> No, sir. Operator precedence: assign first, and then compare, thus the
> comparison will always be true (else you'd be comparing to undefined
> values, which isn't any better). You might as well write:
>
> foo = malloc(0);
> /* make noise */
Ok, just for having it done:
if (foo == (foo = some_val))
.. would be right to check if foo stayed the same. No?
No. As far as I know, there is no requirement in the standard that the left
side of an inequality be evaluated before the right side; or that there is any
need for consistency in order of evaluation. (And even if I'm wrong and the C
standard does specify evaluation order, other languages may not; so depending
on it would be a bad habit to form.)
> There is no way to see a 0x800 return from malloc(0) as "error".
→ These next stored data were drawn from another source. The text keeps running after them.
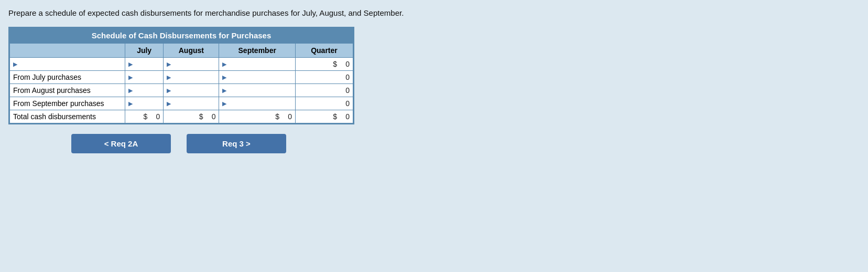 The image size is (868, 272). What do you see at coordinates (324, 117) in the screenshot?
I see `row-quarter-total: $ 0` at bounding box center [324, 117].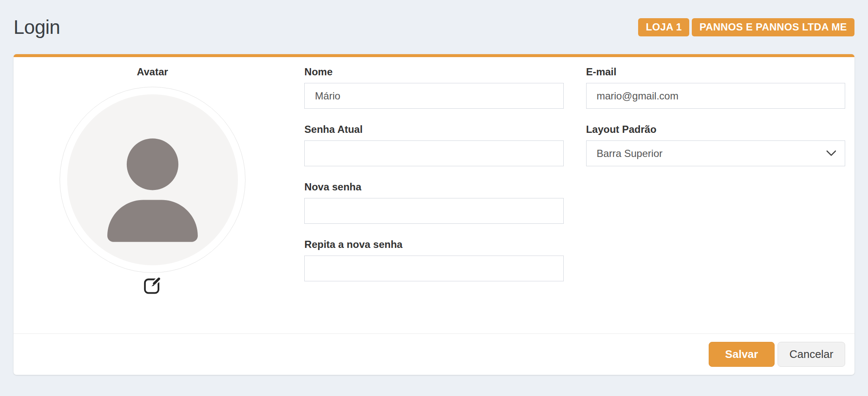 This screenshot has width=868, height=396. I want to click on layout-padrao-select: Barra Superior, so click(716, 153).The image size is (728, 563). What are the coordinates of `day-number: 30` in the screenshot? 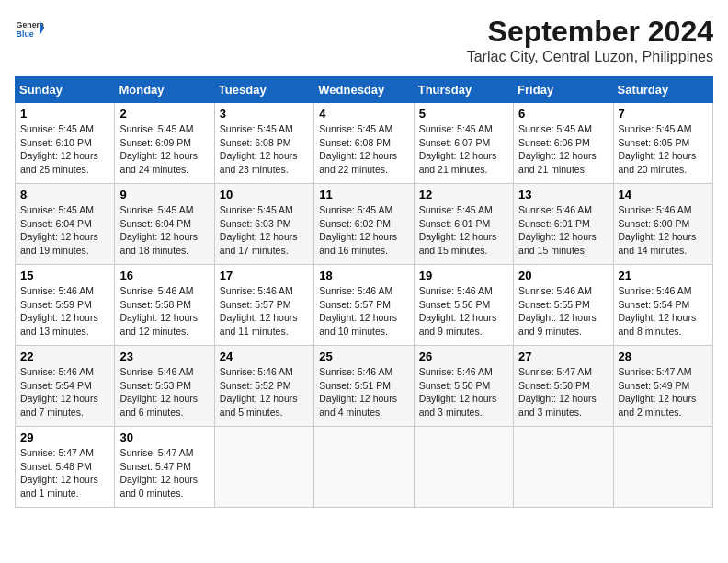 It's located at (164, 438).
The point is that that value is NOT an error indicator at all. (As discussed
elsewhere, it isn't quite standards-compliant; since we always return the same
value for malloc(0); but the malloc -did- succeed.)
So noone should actually use malloc(0) and check the size_t argument before
passing it, I guess.
The error was later when they attempted to de-reference the pointer returned
from the 'malloc(0)'; not in the allocation itself.
BUT, that said, the safest and most portable coding practice would be:
// The C standard does not require malloc(0) to return NULL;
// but whatever it returns MUST NOT be dereferenced.